When Government Investment is Bad Investment
Under the Keynesian model of government investment, government investments are a means to lead the way and break the ice, in a stalled market, where private investors have become squirrelly about investing. However, this Keynesian model assumes that government is applying the same criteria for investment that the market would have otherwise applied, so what happens when government applies criteria different from market demands? Easy: investors loose money, and companies that should have flourished fail or never start.
Over the last two decades, private investors have become increasingly dependent on government "investment," particularly in technology. As technologies have become more complex and multidisciplinary, they have become more difficult to evaluate. Investors were particularly roughed up in the IT and biotech booms, and subsequent busts, where they lacked the tools to evaluate those early-stage technologies. In many cases, they were simply the victims of shysters, while in others, the possible rewards were so great that the investors were impelled to take ridiculous risks. So government grants and earmarks (aka investments) have become a way to test the waters, because if a company got government money to research its technology, then that technology must have some substance, right?
By the letter of the law and regulations, that government money (apart from the earmarks) is supposed to be going toward meritorious winners of competitive grants, but it rarely, if ever, happens that way. Assuming that everything goes proper and above-board, reviewers tend to favor hot, new technologies, which may never deliver, over minor improvements on existing technologies. One example is the carbon nanotube transistor (CNT). Nanotubes are hot (they include the term "nano"), and making such small things is really neat, but CNTs will never outperform our 1950s silicon technology. This was fairly well-known and accepted, until Jan Hendrik Schön published results that CNTs could work better than current technologies, and then the money flowed after "nano." Even after it was discovered that Schön lied, money still flowed after CNTs and other nanotechnology. Yes, scientists make mistakes (or worse), and the reasonable voices can be quashed by the herd, so even if everything is fair and proper, government investment in technology can be a craps shoot.
Unfortunately, the letter of the law is rarely followed (except in the case of earmarks), and technologies are often chosen based on politics, rather than merit. This politics can take multiple forms at multiple levels. The most common thing to see is topic authors creating topics pre-targeted toward a specific technology and submitter. Lettermarking is a common way for congressmen to inject their influence into the evaluation of grant proposals, while earmarks completely bypass the entire process. From the administrative side, top bureaucrats have a lot of influence over the low-level government employees reviewing the proposals; you don't turn something down when the big boss says he likes it.
Over the past couple decades, and particularly the last few years, the amount of politics involved in those granting decisions has increased substantially. Following government investment in technology has turned from a craps shoot into following politics and hype down a hole. Solar energy makes a great example. Every month, there is one or more announcement about some new solar company or project obtaining hundreds of millions in government loan guarantees (one page of news alone totals to $5.9 billion), millions in government research grants, and tens of millions in investor money. Knowing the technologies that these companies are using, they will never realize their claims, and they will fail. It is a wonder that 90% of them received money, because only 1 or 2 of the dozen technologies might actually do what they claim. Sure enough, the number of failed, government-backed solar companies grows by the month.
Many investors seem to be naive to all of this, or worse, in denial. I have asked several investors, "What will you do when the government money disappears, or becomes unreliable?" Every single one of them has denied those possibilities. Government money will always be there, and will always be reliable. Looking at the situation in the DoD and DoE, the situation at government labs, and the situations in the university labs, one thing has become quite clear: the grants are vanishing. Despite the budgetary offices' and politicians' claims that more money is spent on research, less money is getting to the researchers. The budget isn't lying, and the researchers aren't lying, so where is the money going? Into under-the-table politics -- loan guarantees, non-competitive contracts, administrative influence, and earmarks. The only thing government investment reliably indicates is political connectivity.
When investors send all of their money after government money, they run out of money to send after the things government missed. When the miraculous new solar technology loses out to presidential donors, those donors get their payback, solar panels continue to fall short of promises, and investors have missed out on the next Apple or Microsoft. Government investment has become bad investment, and it is time for it to end, or be massively reformed.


Look through the entries below, please, and copy every line with the word "pressure".

[Records from a collection of figures]
————
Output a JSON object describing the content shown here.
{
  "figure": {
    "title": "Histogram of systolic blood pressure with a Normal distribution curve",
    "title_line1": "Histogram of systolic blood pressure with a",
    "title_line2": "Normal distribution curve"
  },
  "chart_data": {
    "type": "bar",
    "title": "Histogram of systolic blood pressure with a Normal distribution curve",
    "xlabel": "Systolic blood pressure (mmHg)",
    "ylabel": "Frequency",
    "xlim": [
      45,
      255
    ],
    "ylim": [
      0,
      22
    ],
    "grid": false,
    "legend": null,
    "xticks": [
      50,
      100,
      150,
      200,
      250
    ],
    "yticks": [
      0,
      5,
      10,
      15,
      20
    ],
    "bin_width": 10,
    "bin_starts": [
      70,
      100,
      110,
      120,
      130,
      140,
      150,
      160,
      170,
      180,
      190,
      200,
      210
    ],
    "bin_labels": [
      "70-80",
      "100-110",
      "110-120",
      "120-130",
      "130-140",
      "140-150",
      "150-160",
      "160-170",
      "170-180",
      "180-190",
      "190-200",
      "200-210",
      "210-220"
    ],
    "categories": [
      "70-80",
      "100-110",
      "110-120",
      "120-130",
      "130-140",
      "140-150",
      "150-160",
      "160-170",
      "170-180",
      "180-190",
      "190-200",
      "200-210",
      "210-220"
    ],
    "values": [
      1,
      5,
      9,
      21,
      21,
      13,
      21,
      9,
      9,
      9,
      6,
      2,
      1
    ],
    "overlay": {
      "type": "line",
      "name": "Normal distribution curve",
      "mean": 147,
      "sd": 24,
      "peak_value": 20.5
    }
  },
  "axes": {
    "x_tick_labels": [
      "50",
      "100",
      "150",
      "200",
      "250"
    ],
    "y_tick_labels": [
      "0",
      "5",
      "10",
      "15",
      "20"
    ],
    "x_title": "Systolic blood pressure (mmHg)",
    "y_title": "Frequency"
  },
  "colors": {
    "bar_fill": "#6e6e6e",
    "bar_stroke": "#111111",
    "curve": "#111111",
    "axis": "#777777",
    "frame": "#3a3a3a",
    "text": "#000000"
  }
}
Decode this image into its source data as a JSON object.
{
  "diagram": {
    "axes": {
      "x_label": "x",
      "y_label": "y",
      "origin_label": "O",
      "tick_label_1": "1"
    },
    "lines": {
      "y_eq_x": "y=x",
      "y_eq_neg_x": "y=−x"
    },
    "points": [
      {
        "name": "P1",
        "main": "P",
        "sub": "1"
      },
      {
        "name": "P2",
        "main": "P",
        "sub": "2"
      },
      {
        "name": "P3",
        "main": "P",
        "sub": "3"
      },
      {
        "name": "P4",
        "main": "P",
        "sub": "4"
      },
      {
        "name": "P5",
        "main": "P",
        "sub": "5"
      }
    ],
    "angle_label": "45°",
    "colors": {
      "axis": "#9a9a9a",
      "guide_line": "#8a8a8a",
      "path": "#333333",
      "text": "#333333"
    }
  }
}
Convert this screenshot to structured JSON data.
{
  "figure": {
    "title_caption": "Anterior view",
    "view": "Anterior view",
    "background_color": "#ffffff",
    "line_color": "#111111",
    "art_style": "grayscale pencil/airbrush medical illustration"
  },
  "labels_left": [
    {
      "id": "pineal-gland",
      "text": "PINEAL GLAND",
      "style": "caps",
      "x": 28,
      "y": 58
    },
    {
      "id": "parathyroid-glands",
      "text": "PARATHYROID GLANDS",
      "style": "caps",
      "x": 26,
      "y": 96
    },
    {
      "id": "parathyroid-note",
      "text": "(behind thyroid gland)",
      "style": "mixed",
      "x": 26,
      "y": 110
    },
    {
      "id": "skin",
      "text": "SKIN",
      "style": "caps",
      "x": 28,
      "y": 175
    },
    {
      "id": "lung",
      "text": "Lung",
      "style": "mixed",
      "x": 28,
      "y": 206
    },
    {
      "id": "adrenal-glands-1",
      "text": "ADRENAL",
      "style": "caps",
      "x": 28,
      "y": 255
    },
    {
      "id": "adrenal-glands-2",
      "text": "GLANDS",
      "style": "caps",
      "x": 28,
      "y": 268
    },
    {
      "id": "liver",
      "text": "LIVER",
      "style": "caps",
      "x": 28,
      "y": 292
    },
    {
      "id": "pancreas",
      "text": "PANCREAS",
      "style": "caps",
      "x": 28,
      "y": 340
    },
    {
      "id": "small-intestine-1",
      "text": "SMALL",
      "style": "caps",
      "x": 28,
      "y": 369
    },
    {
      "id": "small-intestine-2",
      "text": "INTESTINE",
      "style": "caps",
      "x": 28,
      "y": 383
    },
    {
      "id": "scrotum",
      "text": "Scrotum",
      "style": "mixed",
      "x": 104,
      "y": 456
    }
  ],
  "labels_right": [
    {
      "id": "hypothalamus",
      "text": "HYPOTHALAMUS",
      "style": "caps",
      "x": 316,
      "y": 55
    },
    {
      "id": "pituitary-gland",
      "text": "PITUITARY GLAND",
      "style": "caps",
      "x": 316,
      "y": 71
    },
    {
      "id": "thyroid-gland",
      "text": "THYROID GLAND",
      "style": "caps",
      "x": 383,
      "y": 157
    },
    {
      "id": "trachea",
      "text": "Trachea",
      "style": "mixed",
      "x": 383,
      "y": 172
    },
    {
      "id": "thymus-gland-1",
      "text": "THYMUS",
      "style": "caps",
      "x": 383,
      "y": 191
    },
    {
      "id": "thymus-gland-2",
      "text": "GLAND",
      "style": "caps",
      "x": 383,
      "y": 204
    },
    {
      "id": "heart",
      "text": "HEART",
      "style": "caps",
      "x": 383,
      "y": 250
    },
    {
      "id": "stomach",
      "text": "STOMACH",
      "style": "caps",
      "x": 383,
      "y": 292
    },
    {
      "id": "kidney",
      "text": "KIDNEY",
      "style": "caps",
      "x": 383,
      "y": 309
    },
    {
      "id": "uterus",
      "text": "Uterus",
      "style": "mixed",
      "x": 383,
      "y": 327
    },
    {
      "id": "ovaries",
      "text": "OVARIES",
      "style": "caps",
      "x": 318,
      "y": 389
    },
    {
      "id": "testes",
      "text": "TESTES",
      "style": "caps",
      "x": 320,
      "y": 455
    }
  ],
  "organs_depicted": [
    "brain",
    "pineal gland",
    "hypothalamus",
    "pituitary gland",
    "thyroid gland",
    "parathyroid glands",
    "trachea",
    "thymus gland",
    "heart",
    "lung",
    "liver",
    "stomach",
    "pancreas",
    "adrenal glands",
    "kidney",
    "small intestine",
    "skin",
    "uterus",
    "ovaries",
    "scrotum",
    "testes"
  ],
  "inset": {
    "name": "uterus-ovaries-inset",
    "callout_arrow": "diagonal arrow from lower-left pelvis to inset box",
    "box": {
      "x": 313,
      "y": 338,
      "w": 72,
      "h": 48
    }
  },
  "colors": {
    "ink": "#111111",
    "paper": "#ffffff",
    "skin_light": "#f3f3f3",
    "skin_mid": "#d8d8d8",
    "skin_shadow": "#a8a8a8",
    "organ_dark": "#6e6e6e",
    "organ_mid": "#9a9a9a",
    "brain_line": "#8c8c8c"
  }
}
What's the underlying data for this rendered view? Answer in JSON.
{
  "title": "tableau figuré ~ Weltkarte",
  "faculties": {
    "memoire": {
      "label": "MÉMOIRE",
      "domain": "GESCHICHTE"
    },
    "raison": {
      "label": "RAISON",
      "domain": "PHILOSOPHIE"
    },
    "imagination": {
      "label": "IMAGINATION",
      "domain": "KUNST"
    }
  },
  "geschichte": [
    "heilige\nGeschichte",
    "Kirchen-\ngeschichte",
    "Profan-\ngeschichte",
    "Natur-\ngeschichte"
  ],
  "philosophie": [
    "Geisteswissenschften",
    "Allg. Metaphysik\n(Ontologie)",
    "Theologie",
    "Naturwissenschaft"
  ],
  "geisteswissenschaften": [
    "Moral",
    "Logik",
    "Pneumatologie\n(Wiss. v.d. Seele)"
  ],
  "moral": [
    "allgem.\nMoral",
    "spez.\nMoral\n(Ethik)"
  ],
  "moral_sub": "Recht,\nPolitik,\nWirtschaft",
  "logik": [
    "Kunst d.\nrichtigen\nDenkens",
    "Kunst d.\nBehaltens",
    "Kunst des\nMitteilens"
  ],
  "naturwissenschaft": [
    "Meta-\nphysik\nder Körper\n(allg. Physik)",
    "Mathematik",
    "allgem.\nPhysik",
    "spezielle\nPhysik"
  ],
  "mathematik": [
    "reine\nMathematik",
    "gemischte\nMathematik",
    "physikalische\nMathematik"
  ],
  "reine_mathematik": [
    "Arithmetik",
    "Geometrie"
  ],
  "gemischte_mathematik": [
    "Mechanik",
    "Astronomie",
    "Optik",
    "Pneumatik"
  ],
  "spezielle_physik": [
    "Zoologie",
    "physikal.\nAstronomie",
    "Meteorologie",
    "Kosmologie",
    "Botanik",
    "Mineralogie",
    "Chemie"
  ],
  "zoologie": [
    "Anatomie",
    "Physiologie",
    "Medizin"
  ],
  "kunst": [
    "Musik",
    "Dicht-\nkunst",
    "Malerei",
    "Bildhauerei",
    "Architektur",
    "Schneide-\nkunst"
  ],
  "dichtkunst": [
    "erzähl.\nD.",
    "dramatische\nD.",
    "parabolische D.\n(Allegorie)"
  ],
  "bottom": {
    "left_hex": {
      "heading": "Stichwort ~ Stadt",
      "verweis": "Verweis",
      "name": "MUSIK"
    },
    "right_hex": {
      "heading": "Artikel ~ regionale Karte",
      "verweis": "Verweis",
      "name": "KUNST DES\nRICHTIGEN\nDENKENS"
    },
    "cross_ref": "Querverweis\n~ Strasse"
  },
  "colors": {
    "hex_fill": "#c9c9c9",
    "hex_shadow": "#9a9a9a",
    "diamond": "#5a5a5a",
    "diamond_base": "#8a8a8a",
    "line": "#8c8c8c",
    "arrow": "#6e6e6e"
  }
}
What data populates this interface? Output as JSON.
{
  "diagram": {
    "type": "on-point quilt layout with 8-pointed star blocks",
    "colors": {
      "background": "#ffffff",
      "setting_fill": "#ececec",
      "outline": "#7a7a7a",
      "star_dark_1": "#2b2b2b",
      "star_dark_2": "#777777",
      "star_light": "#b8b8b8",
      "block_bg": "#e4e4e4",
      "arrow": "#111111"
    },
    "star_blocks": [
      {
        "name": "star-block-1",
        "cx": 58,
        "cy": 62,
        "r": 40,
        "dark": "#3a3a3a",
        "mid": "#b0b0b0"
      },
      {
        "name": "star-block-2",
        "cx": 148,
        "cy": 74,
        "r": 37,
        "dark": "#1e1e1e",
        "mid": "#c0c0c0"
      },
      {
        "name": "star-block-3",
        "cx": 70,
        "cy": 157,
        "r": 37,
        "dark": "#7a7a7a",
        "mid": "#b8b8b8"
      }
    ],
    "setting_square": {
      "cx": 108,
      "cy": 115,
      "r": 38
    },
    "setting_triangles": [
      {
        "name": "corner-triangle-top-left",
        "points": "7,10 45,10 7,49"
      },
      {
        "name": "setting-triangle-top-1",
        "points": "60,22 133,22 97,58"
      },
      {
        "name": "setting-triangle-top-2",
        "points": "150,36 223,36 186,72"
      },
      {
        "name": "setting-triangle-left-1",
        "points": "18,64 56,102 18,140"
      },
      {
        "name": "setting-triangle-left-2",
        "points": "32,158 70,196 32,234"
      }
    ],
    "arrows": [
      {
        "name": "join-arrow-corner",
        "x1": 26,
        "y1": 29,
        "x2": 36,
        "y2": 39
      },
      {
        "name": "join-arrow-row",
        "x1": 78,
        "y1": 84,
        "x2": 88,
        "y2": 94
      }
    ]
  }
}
————
ANSWER TO THE PROBLEM:
    "title": "Histogram of systolic blood pressure with a Normal distribution curve",
    "title_line1": "Histogram of systolic blood pressure with a",
    "title": "Histogram of systolic blood pressure with a Normal distribution curve",
    "xlabel": "Systolic blood pressure (mmHg)",
    "x_title": "Systolic blood pressure (mmHg)",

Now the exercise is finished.